Koch remarks that, although these experiments do not demonstrate that the bees are conscious, they do caution us to not too quickly reject this possibility.

Bees are highly adaptive and sophisticated creatures with a bit fewer than one million neurons, which are interconnected in ways that are beyond our current understanding, jammed into less than one cubic millimeter of brain tissue. The neural density in the bee’s brain is about 10 times higher than that in a mammalian cerebral cortex, which most of us take to be the pinnacle of evolution on this planet.

In a paper that Koch coauthored with Giulio Tononi they suggest an approach to the study of consciousness that is very promising.

Indeed, as long as one starts from the brain and asks how it could possibly give rise to experience—in effect trying to ‘distill’ mind out of matter, the problem may be not only hard, but almost impossible to solve. But things may be less hard if one takes the opposite approach: start from consciousness itself, by identifying its essential properties, and then ask what kinds of physical mechanisms could possibly account for them.

The paper describes Tononi’s integrated information theory of consciousness in great detail. The essential properties of consciousness that are proposed have a mathematical character:

Taking consciousness as primary, IIT first identifies axioms of experience, then derives a set of corresponding postulates about its physical substrate. The axioms of IIT are assumptions about our own experience that are the starting point for the theory. Ideally, axioms are essential (apply to all experiences), complete (include all the essential properties shared by every experience), consistent (lack contradictions) and independent (not derivable from each other).

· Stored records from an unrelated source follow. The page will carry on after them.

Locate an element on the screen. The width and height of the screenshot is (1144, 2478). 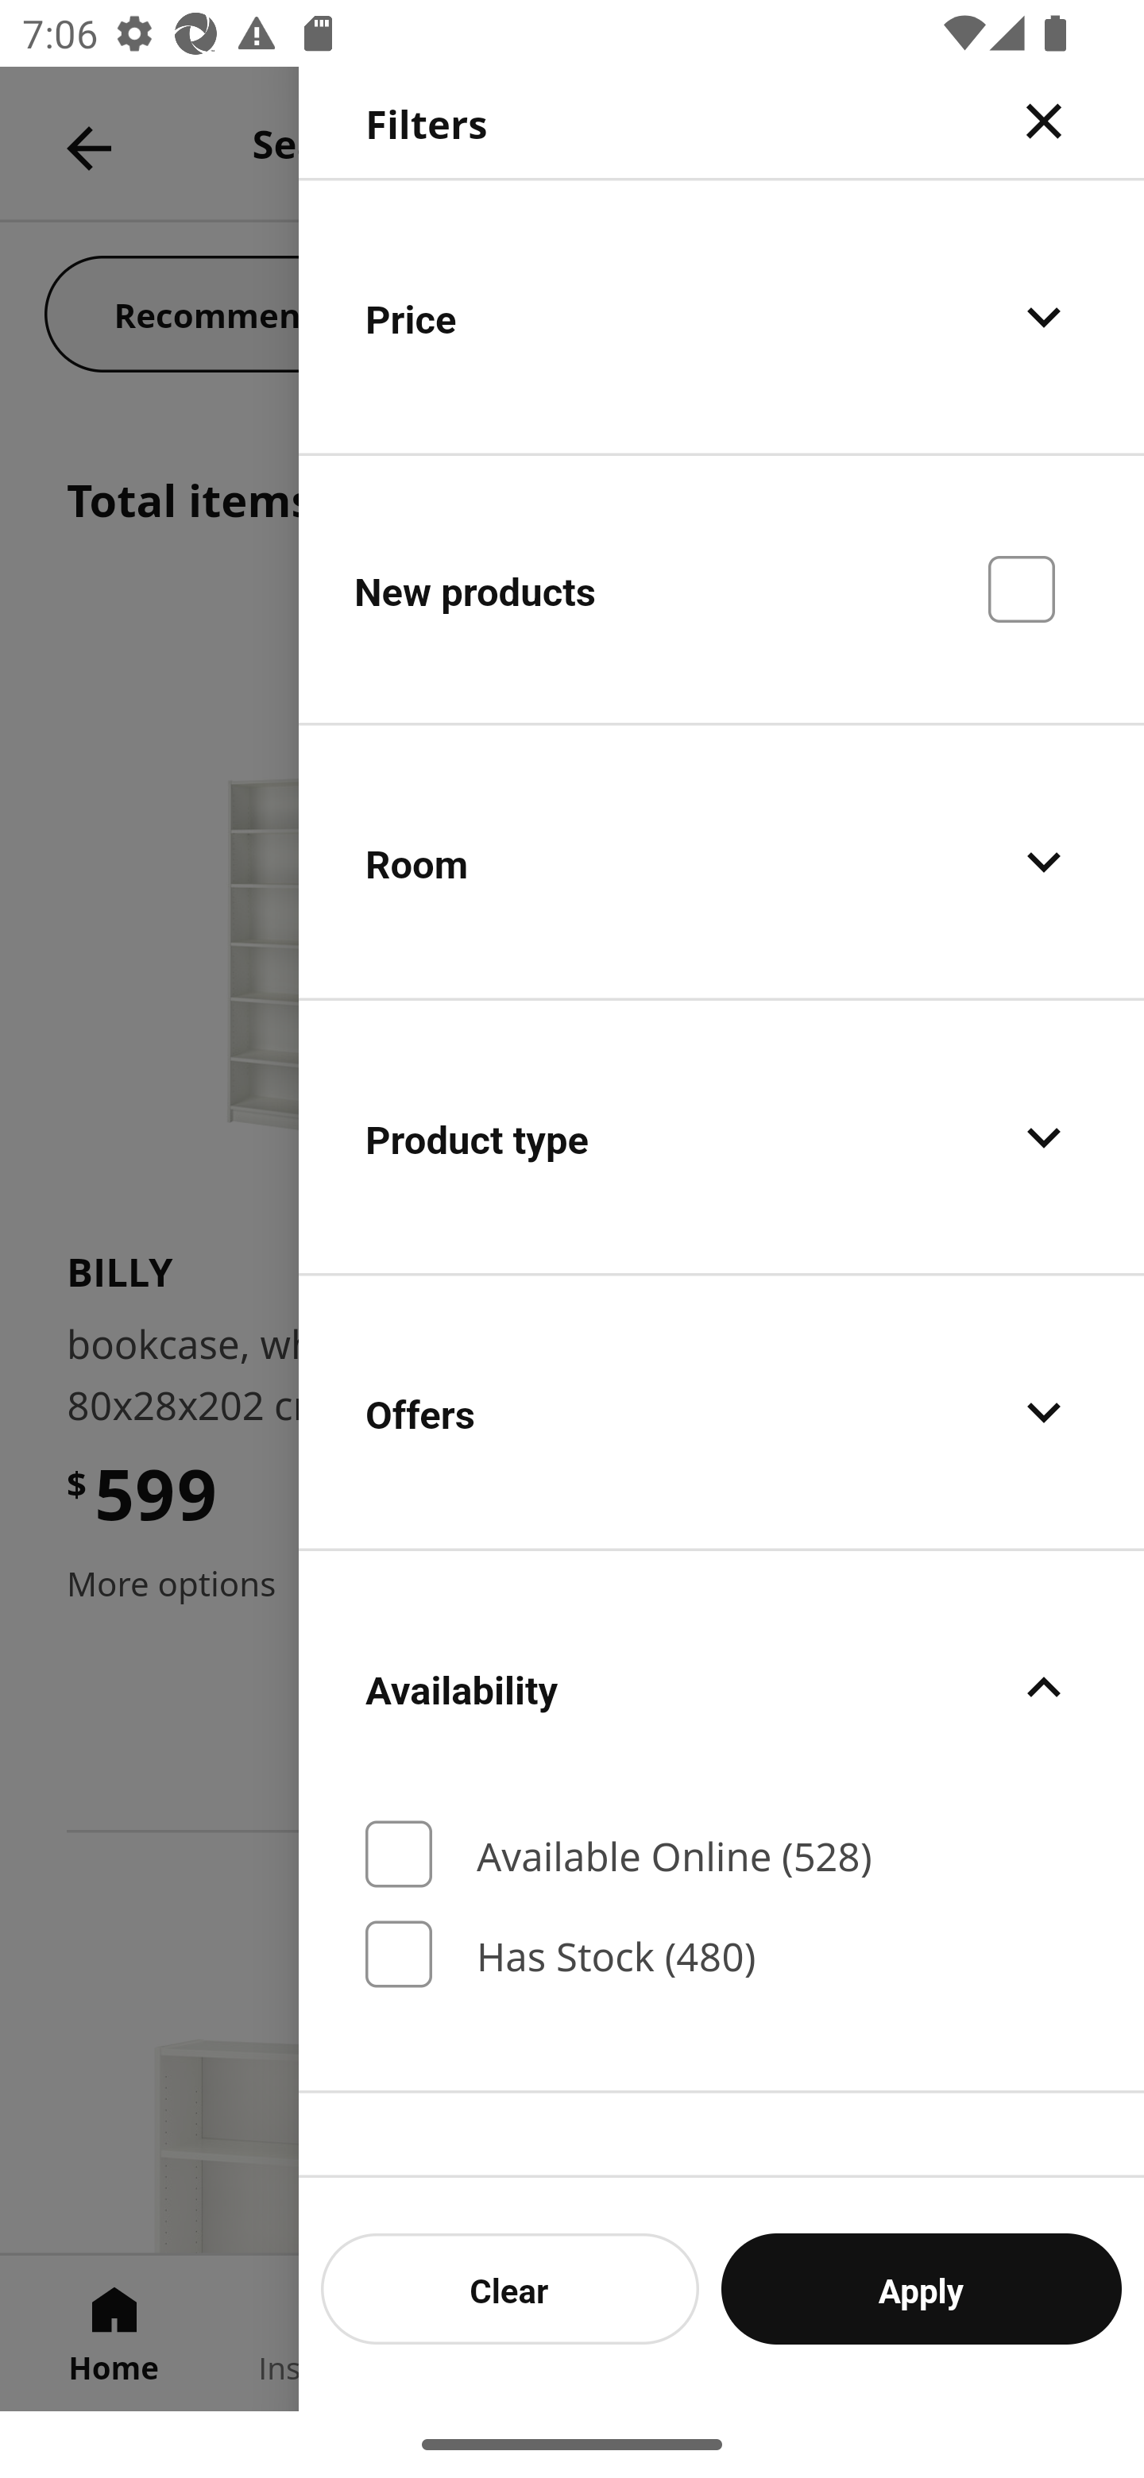
Clear is located at coordinates (510, 2289).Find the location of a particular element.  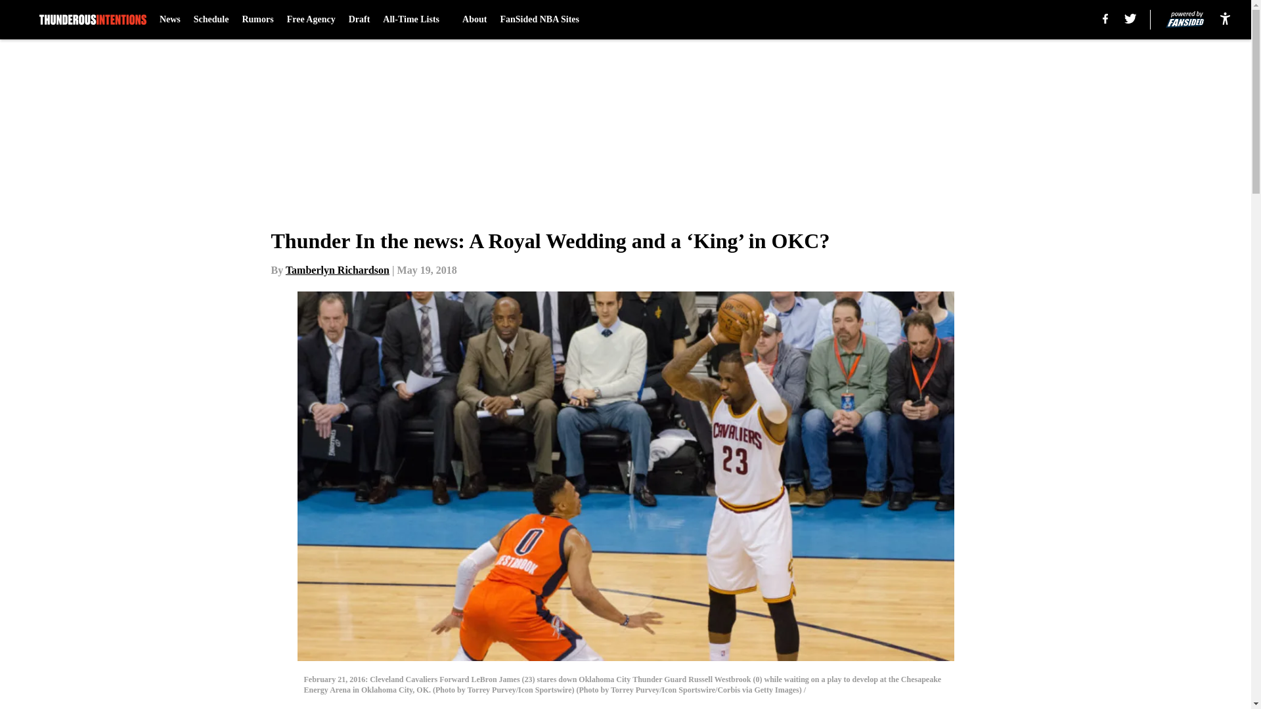

Rumors is located at coordinates (257, 20).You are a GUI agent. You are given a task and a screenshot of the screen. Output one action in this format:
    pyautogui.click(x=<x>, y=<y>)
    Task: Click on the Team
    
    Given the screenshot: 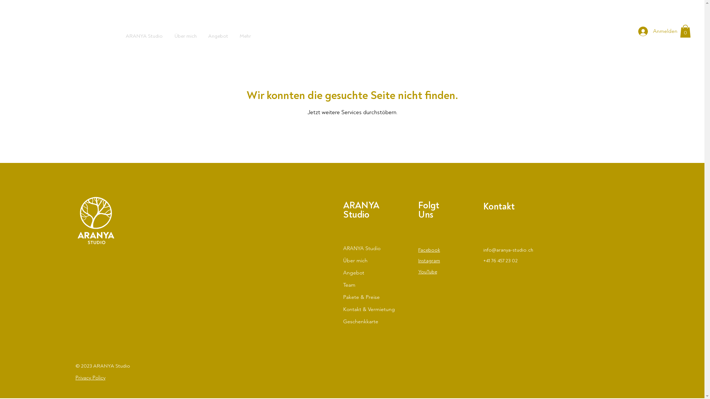 What is the action you would take?
    pyautogui.click(x=374, y=285)
    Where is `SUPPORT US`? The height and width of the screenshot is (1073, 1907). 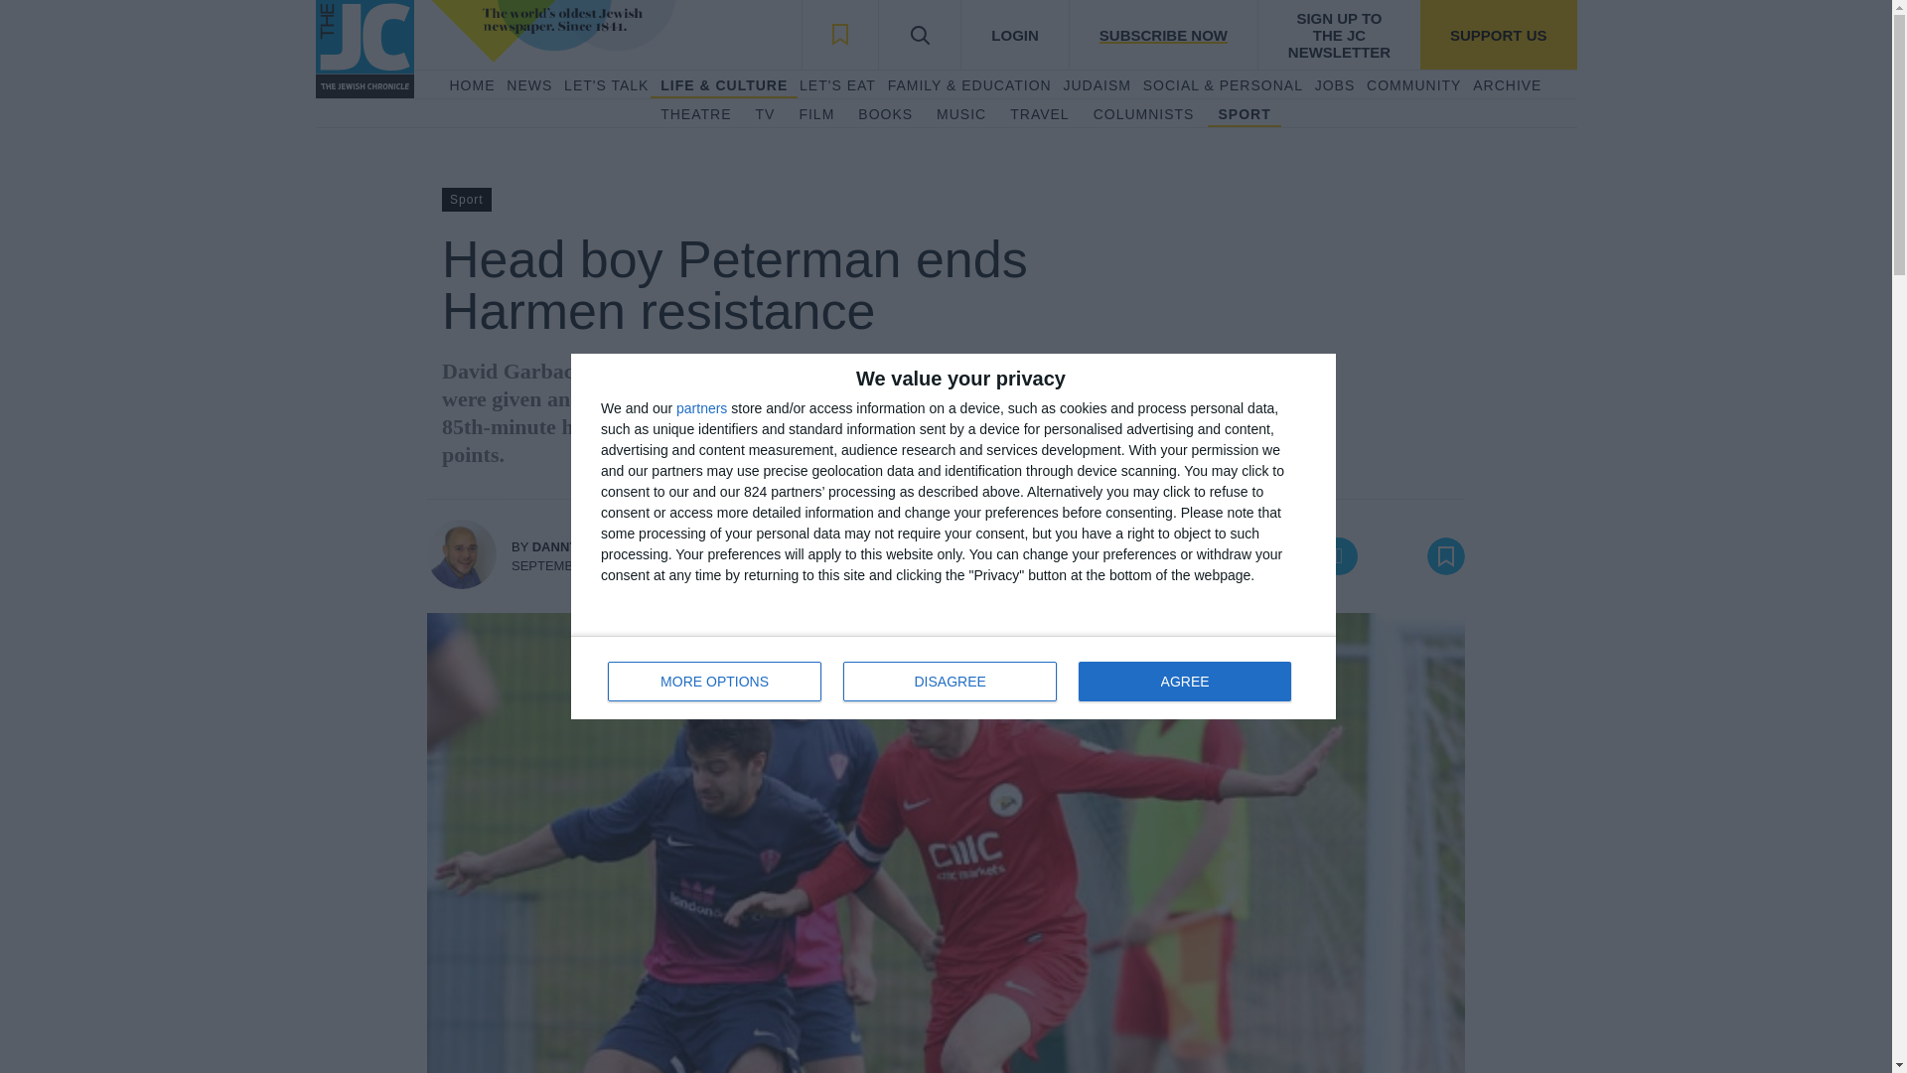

Giurfa’s observations of honey bees identify cognitive abilities that are also associated with mathematics – as bees are observed to “master abstract inter-relationships, such as sameness and difference.” My point here is simply that mathematics may provide significant support to the investigation of cognition and/or consciousness in living things. Rudimentary mathematical forms serve as maps to cognitive structure and conscious experience in lives other than our own. And mathematics, as an efficacious cognitive event in our experience, can perhaps alter the terms of the debate about human consciousness between the realists and the illusionists.  Mathematics is uniquely important to both physical law and the pure creativity of exploring precisely defined abstract relationships.